Records excerpted from a collection:
----------

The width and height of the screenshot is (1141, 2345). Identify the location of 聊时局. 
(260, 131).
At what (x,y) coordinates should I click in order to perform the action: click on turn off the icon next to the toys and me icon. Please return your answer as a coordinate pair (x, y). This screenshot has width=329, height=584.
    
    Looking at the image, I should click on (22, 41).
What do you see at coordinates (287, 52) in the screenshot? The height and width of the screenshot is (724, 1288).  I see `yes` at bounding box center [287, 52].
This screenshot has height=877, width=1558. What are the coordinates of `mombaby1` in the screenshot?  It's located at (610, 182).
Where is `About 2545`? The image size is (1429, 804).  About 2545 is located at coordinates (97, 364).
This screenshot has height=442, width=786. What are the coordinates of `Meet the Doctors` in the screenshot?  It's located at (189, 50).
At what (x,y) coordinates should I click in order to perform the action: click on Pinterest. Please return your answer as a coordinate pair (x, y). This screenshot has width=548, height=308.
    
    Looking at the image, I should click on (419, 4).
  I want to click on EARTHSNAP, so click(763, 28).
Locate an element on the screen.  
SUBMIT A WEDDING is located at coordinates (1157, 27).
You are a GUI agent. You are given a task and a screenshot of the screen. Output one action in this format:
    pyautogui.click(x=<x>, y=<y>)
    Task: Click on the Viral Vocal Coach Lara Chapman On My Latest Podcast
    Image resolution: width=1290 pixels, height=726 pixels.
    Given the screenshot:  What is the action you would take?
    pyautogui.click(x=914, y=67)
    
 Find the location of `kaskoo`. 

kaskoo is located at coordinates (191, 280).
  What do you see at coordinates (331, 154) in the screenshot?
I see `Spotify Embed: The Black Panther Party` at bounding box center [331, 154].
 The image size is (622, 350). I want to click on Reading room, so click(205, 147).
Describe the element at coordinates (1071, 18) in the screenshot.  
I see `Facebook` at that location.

----------

The records above are to be printed in full, exactly as they appear.

-- Output of the task --
The width and height of the screenshot is (1141, 2345). Identify the location of 聊时局. 
(260, 131).
At what (x,y) coordinates should I click in order to perform the action: click on turn off the icon next to the toys and me icon. Please return your answer as a coordinate pair (x, y). This screenshot has width=329, height=584.
    
    Looking at the image, I should click on (22, 41).
What do you see at coordinates (287, 52) in the screenshot? The height and width of the screenshot is (724, 1288).  I see `yes` at bounding box center [287, 52].
This screenshot has height=877, width=1558. What are the coordinates of `mombaby1` in the screenshot?  It's located at (610, 182).
Where is `About 2545`? The image size is (1429, 804).  About 2545 is located at coordinates (97, 364).
This screenshot has height=442, width=786. What are the coordinates of `Meet the Doctors` in the screenshot?  It's located at (189, 50).
At what (x,y) coordinates should I click in order to perform the action: click on Pinterest. Please return your answer as a coordinate pair (x, y). This screenshot has width=548, height=308.
    
    Looking at the image, I should click on (419, 4).
  I want to click on EARTHSNAP, so click(763, 28).
Locate an element on the screen.  
SUBMIT A WEDDING is located at coordinates (1157, 27).
You are a GUI agent. You are given a task and a screenshot of the screen. Output one action in this format:
    pyautogui.click(x=<x>, y=<y>)
    Task: Click on the Viral Vocal Coach Lara Chapman On My Latest Podcast
    Image resolution: width=1290 pixels, height=726 pixels.
    Given the screenshot:  What is the action you would take?
    pyautogui.click(x=914, y=67)
    
 Find the location of `kaskoo`. 

kaskoo is located at coordinates (191, 280).
  What do you see at coordinates (331, 154) in the screenshot?
I see `Spotify Embed: The Black Panther Party` at bounding box center [331, 154].
 The image size is (622, 350). I want to click on Reading room, so click(205, 147).
Describe the element at coordinates (1071, 18) in the screenshot.  
I see `Facebook` at that location.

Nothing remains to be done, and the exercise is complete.